[If you’ve read much of this blog, you’ve heard me talk about my Craft Genealogy project - a book about the people who taught me “green” woodworking. Last week I did some more research and photography for that project and can now pick up my draft and start to fill in some blanks. I’ll never get the whole story, but there’s enough there to get a sense of these people and their stories. Chairmaking figures prominently in the overall story and this post features some notes left by Daniel O’Hagan and a photo of one of his chairs. We’ll see more of these as that project moves along.]
I wrote two posts last month about some work I did with Elia Bizzarri when he stopped here on his travels. Our focus was his research and experimentation regarding the chairmaking of Samuel Wing of Sandwich, Massachusetts (1774-1854). We worked on a chair together, but shortly after he left I put together a small bowback chair using some of his “new” old techniques and some more standard modern-day methods. I didn’t make Elia’s chair, nor Samuel Wing’s - but took bits and pieces from both of those as well as some of what I know from working with Curtis Buchanan and Pete Galbert. And one piece from notes left by Daniel O’Hagan.
The seat shape was taken from Elia’s Wing-studies. Small, shallow. Not much shaping, works up quickly. He had developed sightlines for boring the leg and bow mortises - because he teaches this chair from time to time, he decided that he needed sight lines rather than telling students to just develop the muscle memory to bore angles by eye. Hard to train yourself to that degree in a one-week class.
I had some baluster legs I had turned for another chair, but shifted them to this one because I wanted to get right to work assembling once I shaped the seat. Likewise, I had a bow already - based on Daniel O’Hagan’s notes. He saw a chair in Pennsylvania and recorded details of it on a pocket-sized note-pad. Then later transferred those details to his index card file system.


• _How to complete this task_
Line count for "field": tally the lines of the records below that contain it, and give only that number.

====== Exercise input

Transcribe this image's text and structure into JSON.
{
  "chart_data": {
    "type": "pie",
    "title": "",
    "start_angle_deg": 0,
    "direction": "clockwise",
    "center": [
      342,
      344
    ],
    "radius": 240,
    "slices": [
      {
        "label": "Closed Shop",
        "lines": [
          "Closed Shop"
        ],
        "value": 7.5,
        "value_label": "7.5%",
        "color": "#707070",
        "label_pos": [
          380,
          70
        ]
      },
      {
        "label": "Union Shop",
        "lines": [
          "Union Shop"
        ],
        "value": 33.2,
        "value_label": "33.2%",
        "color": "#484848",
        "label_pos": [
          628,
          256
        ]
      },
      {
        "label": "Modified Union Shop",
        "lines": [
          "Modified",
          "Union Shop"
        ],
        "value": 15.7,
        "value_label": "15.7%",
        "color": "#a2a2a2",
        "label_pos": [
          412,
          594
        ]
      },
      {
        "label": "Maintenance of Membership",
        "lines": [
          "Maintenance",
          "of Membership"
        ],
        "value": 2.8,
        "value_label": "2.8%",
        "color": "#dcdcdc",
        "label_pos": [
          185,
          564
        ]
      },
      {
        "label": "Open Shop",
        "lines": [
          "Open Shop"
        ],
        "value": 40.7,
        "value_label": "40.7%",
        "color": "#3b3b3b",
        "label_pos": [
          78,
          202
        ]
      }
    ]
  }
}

============
====== Exercise input

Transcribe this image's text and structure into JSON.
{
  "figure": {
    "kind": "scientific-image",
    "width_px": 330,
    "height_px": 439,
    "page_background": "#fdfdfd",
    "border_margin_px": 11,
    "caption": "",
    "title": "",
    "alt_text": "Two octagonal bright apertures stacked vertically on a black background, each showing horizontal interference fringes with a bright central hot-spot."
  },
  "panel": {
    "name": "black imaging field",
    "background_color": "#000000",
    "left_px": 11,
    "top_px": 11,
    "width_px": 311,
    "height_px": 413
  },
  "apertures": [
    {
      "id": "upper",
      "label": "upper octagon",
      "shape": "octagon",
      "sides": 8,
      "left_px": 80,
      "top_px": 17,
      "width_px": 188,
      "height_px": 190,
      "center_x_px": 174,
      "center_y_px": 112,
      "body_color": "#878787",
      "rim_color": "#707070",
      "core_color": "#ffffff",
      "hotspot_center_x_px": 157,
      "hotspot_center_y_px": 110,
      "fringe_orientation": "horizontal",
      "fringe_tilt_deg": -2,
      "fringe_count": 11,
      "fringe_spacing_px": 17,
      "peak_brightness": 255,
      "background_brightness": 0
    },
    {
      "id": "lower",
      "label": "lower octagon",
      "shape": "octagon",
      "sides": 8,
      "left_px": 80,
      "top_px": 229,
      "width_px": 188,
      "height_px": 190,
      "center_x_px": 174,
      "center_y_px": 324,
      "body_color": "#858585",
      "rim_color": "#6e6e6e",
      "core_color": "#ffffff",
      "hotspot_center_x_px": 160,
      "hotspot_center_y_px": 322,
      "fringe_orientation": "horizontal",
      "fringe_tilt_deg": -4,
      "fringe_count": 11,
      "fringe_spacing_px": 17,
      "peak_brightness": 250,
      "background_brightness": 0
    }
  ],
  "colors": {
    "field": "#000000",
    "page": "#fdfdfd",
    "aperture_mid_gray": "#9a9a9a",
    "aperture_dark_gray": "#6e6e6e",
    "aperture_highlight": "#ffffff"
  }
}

============

• _Result for this task_
2